[ih] History of Naming on The Internet - is it still relevant?

touch at strayalpha.com touch at strayalpha.com
Mon Jul 21 10:55:06 PDT 2025


> On Jul 21, 2025, at 8:46 AM, Patrik Fältström via Internet-history <internet-history at elists.isoc.org> wrote:
> 
> On 21 Jul 2025, at 16:08, Andrew Sullivan via Internet-history wrote:
> 
>> So, to bring this remark back to something to do with history, _why_ did this perceived need arise?
> 
> I find the whole discussion about "naming" has to do with primarily two different questions which are mixed up:
> 
> - Identifier / location split (or mix)
> 
> - Who decides the lifetime of a “name"

Yu-Shun Wang, Venkata, and I developed a 5-dimensional approach back in 2006, originally for a Dagstuhl seminar on naming that we unfortunately were not able to end up participating in due to scheduling conflicts.

FWIW, it’s below.  The difference between ID and location is the semantics part and there’s the lifetime part (duration), but three others not yet mentioned: syntax, scope, and resolution.

The topic has definitely been grappled with, but unclear whether it’s evolved much practically.

Joe

——

The Five Sides of Naming
Joe Touch, Yu-Shun Wang, Venkata Pingali
USC/ISI
June, 2006
 
Names define an identifier (ID) space shared among the nodes in a distributed system. Most commonly, they are used as endpoint IDs and for determining a forwarding path between those endpoints. Many current debates focus on this endpoint ID / forwarding ID split, and between flat vs. structure names used for these two purposes. Our work on overlay networks and automatic network configuration has led our group to a more detailed view in which names have five distinct aspects: two conventional aspects of semantics (e.g., endpoint vs. forwarding) and syntax (flat vs. hierarchical), as well as three new aspects of scope, resolution, and duration. Semantics determines what a name means, other than merely as an ID, e.g., the difference between broadcast, unicast, multicast, and anycast IDs, as well as what a name indicates (endpoint vs. path). Syntax describes how other aspects of names are indicated in the structure of the name, e.g., the dots in a DNS name indicating scope, and the ‘class’ of an IP address indicating multicast vs. unicast. Scope describes the extent over which a name has meaning and how it is delegated, e.g., where www means something different in www.isi.edu vs. www.postel.org. Resolution describes how different name spaces are interrelated, e.g., using services such as the DNS, ARP, and BGP. Duration describes the persistence of names and their resolution, e.g., permanent in Ethernet to explicit expiry in the DNS. Until now, these five aspects have remained largely static, with emerging debates on name/locator split and name syntax recently exploring the dynamism of these two aspects. This discussion focuses on the dynamic nature of the three new aspects, in which protocol stacks can, on-the-fly, select subordinate layers (dynamic scope and resolution) and change the persistence of a name (dynamic duration).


WHAT IS NEEDED
Set down all of the data that follows, keeping every character.

SUPPLIED RECORDS
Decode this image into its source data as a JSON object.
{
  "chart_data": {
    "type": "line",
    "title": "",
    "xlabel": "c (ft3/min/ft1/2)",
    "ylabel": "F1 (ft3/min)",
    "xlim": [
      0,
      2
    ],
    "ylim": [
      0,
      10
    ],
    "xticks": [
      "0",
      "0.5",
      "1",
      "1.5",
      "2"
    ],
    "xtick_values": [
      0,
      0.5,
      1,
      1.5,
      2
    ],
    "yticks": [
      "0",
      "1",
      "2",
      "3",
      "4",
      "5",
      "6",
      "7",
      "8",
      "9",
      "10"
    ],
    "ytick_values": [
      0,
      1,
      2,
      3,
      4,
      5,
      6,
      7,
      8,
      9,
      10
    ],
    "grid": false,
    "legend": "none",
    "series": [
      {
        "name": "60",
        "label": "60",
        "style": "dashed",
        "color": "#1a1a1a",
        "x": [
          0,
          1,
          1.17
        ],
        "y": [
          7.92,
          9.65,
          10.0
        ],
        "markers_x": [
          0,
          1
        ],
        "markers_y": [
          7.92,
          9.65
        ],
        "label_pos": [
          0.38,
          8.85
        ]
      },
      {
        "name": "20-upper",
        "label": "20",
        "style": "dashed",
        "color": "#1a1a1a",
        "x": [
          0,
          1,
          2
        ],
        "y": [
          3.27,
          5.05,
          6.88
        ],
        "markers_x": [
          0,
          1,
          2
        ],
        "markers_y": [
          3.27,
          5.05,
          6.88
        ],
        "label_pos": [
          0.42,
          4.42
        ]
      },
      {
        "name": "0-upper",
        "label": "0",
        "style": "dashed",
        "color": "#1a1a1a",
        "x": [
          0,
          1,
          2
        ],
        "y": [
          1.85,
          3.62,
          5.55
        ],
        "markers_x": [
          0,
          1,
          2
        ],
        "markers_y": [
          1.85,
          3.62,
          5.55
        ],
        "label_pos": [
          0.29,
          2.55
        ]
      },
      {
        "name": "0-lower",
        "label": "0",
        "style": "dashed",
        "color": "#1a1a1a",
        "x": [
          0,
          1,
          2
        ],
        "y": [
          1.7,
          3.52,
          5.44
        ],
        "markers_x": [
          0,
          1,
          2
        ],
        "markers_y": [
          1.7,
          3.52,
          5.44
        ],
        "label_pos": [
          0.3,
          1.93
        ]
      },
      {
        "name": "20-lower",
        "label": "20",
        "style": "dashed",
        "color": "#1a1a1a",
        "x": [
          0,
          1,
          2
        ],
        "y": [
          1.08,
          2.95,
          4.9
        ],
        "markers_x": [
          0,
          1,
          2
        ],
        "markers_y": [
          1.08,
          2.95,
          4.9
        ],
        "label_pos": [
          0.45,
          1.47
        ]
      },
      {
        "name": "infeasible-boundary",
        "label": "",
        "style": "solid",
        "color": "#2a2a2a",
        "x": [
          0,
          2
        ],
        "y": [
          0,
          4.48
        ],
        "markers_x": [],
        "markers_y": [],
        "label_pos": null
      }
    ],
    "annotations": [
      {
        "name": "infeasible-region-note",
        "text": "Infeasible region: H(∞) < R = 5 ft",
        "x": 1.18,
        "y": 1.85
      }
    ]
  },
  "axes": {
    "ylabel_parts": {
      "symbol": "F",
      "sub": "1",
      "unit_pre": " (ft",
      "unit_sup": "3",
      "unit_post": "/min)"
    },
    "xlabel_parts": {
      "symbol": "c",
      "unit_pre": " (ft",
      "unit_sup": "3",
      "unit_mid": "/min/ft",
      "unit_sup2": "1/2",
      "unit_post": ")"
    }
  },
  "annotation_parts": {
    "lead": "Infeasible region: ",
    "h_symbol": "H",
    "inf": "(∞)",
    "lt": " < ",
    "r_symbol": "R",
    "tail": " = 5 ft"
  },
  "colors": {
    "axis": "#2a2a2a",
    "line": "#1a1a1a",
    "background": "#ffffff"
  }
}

YOUR SOLUTION
Decode this image into its source data as a JSON object.
{
  "chart_data": {
    "type": "line",
    "title": "",
    "xlabel": "c (ft3/min/ft1/2)",
    "ylabel": "F1 (ft3/min)",
    "xlim": [
      0,
      2
    ],
    "ylim": [
      0,
      10
    ],
    "xticks": [
      "0",
      "0.5",
      "1",
      "1.5",
      "2"
    ],
    "xtick_values": [
      0,
      0.5,
      1,
      1.5,
      2
    ],
    "yticks": [
      "0",
      "1",
      "2",
      "3",
      "4",
      "5",
      "6",
      "7",
      "8",
      "9",
      "10"
    ],
    "ytick_values": [
      0,
      1,
      2,
      3,
      4,
      5,
      6,
      7,
      8,
      9,
      10
    ],
    "grid": false,
    "legend": "none",
    "series": [
      {
        "name": "60",
        "label": "60",
        "style": "dashed",
        "color": "#1a1a1a",
        "x": [
          0,
          1,
          1.17
        ],
        "y": [
          7.92,
          9.65,
          10.0
        ],
        "markers_x": [
          0,
          1
        ],
        "markers_y": [
          7.92,
          9.65
        ],
        "label_pos": [
          0.38,
          8.85
        ]
      },
      {
        "name": "20-upper",
        "label": "20",
        "style": "dashed",
        "color": "#1a1a1a",
        "x": [
          0,
          1,
          2
        ],
        "y": [
          3.27,
          5.05,
          6.88
        ],
        "markers_x": [
          0,
          1,
          2
        ],
        "markers_y": [
          3.27,
          5.05,
          6.88
        ],
        "label_pos": [
          0.42,
          4.42
        ]
      },
      {
        "name": "0-upper",
        "label": "0",
        "style": "dashed",
        "color": "#1a1a1a",
        "x": [
          0,
          1,
          2
        ],
        "y": [
          1.85,
          3.62,
          5.55
        ],
        "markers_x": [
          0,
          1,
          2
        ],
        "markers_y": [
          1.85,
          3.62,
          5.55
        ],
        "label_pos": [
          0.29,
          2.55
        ]
      },
      {
        "name": "0-lower",
        "label": "0",
        "style": "dashed",
        "color": "#1a1a1a",
        "x": [
          0,
          1,
          2
        ],
        "y": [
          1.7,
          3.52,
          5.44
        ],
        "markers_x": [
          0,
          1,
          2
        ],
        "markers_y": [
          1.7,
          3.52,
          5.44
        ],
        "label_pos": [
          0.3,
          1.93
        ]
      },
      {
        "name": "20-lower",
        "label": "20",
        "style": "dashed",
        "color": "#1a1a1a",
        "x": [
          0,
          1,
          2
        ],
        "y": [
          1.08,
          2.95,
          4.9
        ],
        "markers_x": [
          0,
          1,
          2
        ],
        "markers_y": [
          1.08,
          2.95,
          4.9
        ],
        "label_pos": [
          0.45,
          1.47
        ]
      },
      {
        "name": "infeasible-boundary",
        "label": "",
        "style": "solid",
        "color": "#2a2a2a",
        "x": [
          0,
          2
        ],
        "y": [
          0,
          4.48
        ],
        "markers_x": [],
        "markers_y": [],
        "label_pos": null
      }
    ],
    "annotations": [
      {
        "name": "infeasible-region-note",
        "text": "Infeasible region: H(∞) < R = 5 ft",
        "x": 1.18,
        "y": 1.85
      }
    ]
  },
  "axes": {
    "ylabel_parts": {
      "symbol": "F",
      "sub": "1",
      "unit_pre": " (ft",
      "unit_sup": "3",
      "unit_post": "/min)"
    },
    "xlabel_parts": {
      "symbol": "c",
      "unit_pre": " (ft",
      "unit_sup": "3",
      "unit_mid": "/min/ft",
      "unit_sup2": "1/2",
      "unit_post": ")"
    }
  },
  "annotation_parts": {
    "lead": "Infeasible region: ",
    "h_symbol": "H",
    "inf": "(∞)",
    "lt": " < ",
    "r_symbol": "R",
    "tail": " = 5 ft"
  },
  "colors": {
    "axis": "#2a2a2a",
    "line": "#1a1a1a",
    "background": "#ffffff"
  }
}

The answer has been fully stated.